Details and performance times HERE.

May 29, 2013

What is New and What is Abandoned

Paul Valéry 
I am part of a New Works thread of local playwrights where I live and recently the discussion touched on the vague phrase "New Plays." 

A local critic made a passing statement in a review about a recent production at one of the area's larger theatres. Despite the fact the work had not been transferred to New York yet, it had received development and productions elsewhere before playing in the Dallas area. The critic cited this and, therefore, did not consider the piece a "new work."

This launched a discussion about what constitutes a "new play."

My belief is that the phrase we use, "new work," is too vague to have adequate meaning nowadays. For instance, a few years ago, Dallas had a slew of Sarah Ruhl plays presented over the course of a year, year and half. Every play presented had been seen at multiple other theatres around the country either previously or at roughly the same time they were being shown for Dallas audiences. All of the plays were published. But Sarah Ruhl (and I really do love her stuff) was marketed as a "new playwright" presenting us with "new work."

When does a play stop being "new?" This is one of the things I struggled with when I worked as a Literary Manager. 

Theatres are often, and usually in an unspoken way, reluctant to do honest-to-goodness new work. That is, unless it is a world premiere. It seems preferable to find a piece that has some legs, but is still under the national radar. Proven enough, but not something everyone else has had a crack at yet.

The problem here is, there is no name for this kind of work. Could we call it "new-ish?"
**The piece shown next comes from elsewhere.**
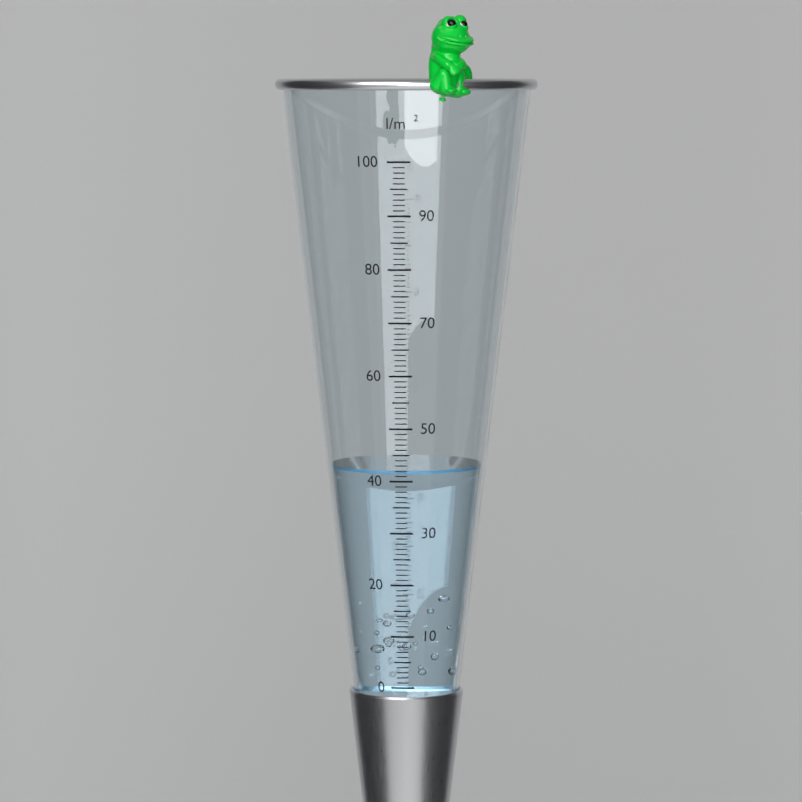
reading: 42 l/m²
As I've progressed as a playwright, I have formed my own theory on the definition of what constitutes a "new play." It is new, or in-progress/development, as long as the original creator(s) of the piece are still working on it.

Poet Paul Valéry famously said "a poem is never finished, only abandoned." This is how I regard plays. Only when they are released into the world, outside the involvement (and protection) or the original creators, only then is it no longer "new." This includes publication. If a play is published or otherwise available in the marketplace for anyone, anywhere to produce, then it is no longer new.
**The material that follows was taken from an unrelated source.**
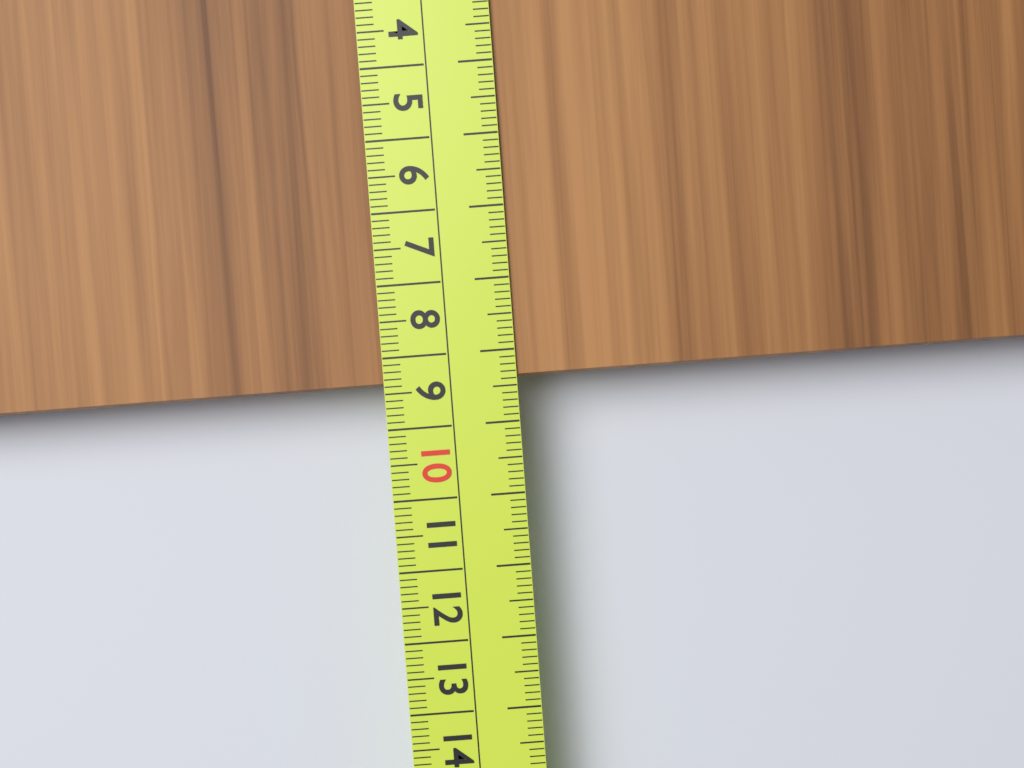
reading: 8.4 cm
This does not preclude the playwright from still working on the piece, it only acts as the dividing line representing when a play is no longer "new."

A play is, like a poem, never finished. I think sometimes theatre artists are too quick to move on from one project to the next. We enjoy our gypsy encounters. But sticking with something over a long time can be beneficial. It can't indefinitely stay new, but it also doesn't necessarily need to be pushed out into the world too quickly. I profited hugely by taking my solo show CHOP around to various festivals and playing before different audiences over a two year span.

There is an anecdote about the director Peter Brook (one of my long distant mentors). Directors usually leave the production process after a play hits opening night. Not Brook. He watches it and continues to work on it well into the run.

He rehearsed a scene from his production CONFERENCE OF THE BIRDS on the day of the final performance in Paris. The play had had a lengthy run. Asked why he was rehearsing on the final day of the run, he replied, "There's no reason that tonight's audience should be denied a potential improvement."

I love that.

Brook knows there's always room for improvement and, though it is the goal to strive towards, perfection is impossible.That's how it is. Theatre is ephemeral, perishible, but that is where it draws its strength from. It isn't set. You can keep going back to the theatre. It is the only form of artistic expression that can be changed at any time.

I conclude with another Paul Valéry quote. Here he is explaining the thought behind his "never finished..." saying: 
In the eyes of those who anxiously seek perfection, a work is never truly completed - a word that for them has no sense - but abandoned; and this abandonment, of the book to the fire or to the public, whether due to weariness or to the need to deliver it for publication, is a sort of accident,  compared to the letting-go of an idea that has become so tiring or annoying that one has lost all interest in it.